Council denies parking quotas

Lord Mayor Robert Doyle called a special press conference in May after an anonymous City of Melbourne parking officer alleged that inspectors were being pressured to meet infringement quotas.

The unnamed parking inspector made claims to The Herald Sun last month that the City of Melbourne had used tally boards and Sesame Street symbols to pressure he and his colleagues to increase the number of fines they issued.

The claims were backed in the report by the parking inspectors’ union, the Australian Services Union, which claimed its members were being forced to meet quotas of 4.5 tickets per hour.

However, the Lord Mayor firmly denied the existence of any such quotas and said the tally boards were used merely as a means of measuring performance.

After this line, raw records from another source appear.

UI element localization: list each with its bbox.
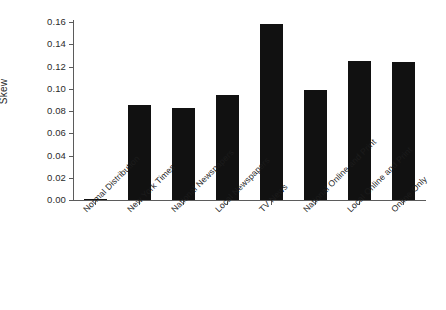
y-tick-label: 0.00: [47, 194, 66, 205]
y-tick-label-wrap: 0.10: [26, 83, 66, 94]
y-tick-label: 0.02: [47, 172, 66, 183]
y-tick-label: 0.10: [47, 83, 66, 94]
y-tick-label: 0.16: [47, 16, 66, 27]
y-tick-label-wrap: 0.14: [26, 38, 66, 49]
y-tick-label-wrap: 0.00: [26, 194, 66, 205]
y-tick-label: 0.06: [47, 127, 66, 138]
bar-chart: Skew 0.160.140.120.100.080.060.040.020.0…: [0, 0, 446, 310]
y-tick-label-wrap: 0.16: [26, 16, 66, 27]
y-tick-label-wrap: 0.08: [26, 105, 66, 116]
bar: [348, 61, 371, 200]
y-tick-label-wrap: 0.04: [26, 150, 66, 161]
bar: [260, 24, 283, 200]
y-tick-label: 0.08: [47, 105, 66, 116]
y-tick-label-wrap: 0.12: [26, 61, 66, 72]
y-tick-label-wrap: 0.06: [26, 127, 66, 138]
bar: [392, 62, 415, 200]
y-tick-label-wrap: 0.02: [26, 172, 66, 183]
x-axis-line: [73, 200, 426, 201]
y-tick-label: 0.04: [47, 150, 66, 161]
y-axis-title: Skew: [0, 79, 9, 104]
y-tick-mark: [69, 200, 73, 201]
y-tick-label: 0.12: [47, 61, 66, 72]
y-tick-label: 0.14: [47, 38, 66, 49]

“I must make the point that there are no quotas at the City of Melbourne,” he said. “A quota is a number that you must reach and there is no such thing.”

“The City of Melbourne is a business and you’d expect us to forecast and track our expenditure and our revenue and that’s actually what we do with parking fines like anything else.”

“You do look at the performance of the different teams given that they’re all paid the same, they all work in the same areas over a long period of time and they’re expected to perform about the same and that seems reasonable to me.”

In its annual 2015-16 draft budget released last month, the City of Melbourne stated that total parking fine revenue was expected to increase again by $1.52 million from the previous year to $42.23 million.

The reports have raised fears that the alleged targets are pressuring inspectors to fine motorists in unfair situations when they don’t deserve a penalty.

It comes after a number of Southbank residents told Southbank Local News in May that they had been unfairly fined for parking out the front of their own residential buildings as a result of temporary, clipped-on signage (pictured).

Southbank resident Julie Cowley has since informed Southbank Local News that the City of Melbourne had ruled that it wouldn’t revoke any fines issued as a result of the signage and said she and other residents would consider pursuing further action through VCAT.

The Lord Mayor said the person responsible for leaking the story hadn’t done the reputation of parking inspectors, who were simply doing their job, any favours.

“Let’s remember that these parking fines are issued because people have infringed and they’ve overstayed their time in the city,” he said.

“Whoever did leak this story to the newspapers hasn’t really done our parking inspectors any favours.”

“These are people that cop enough abuse as it is and my concern is that this story will just mean that they cop more abuse and that is not fair given that they just go about doing their job.”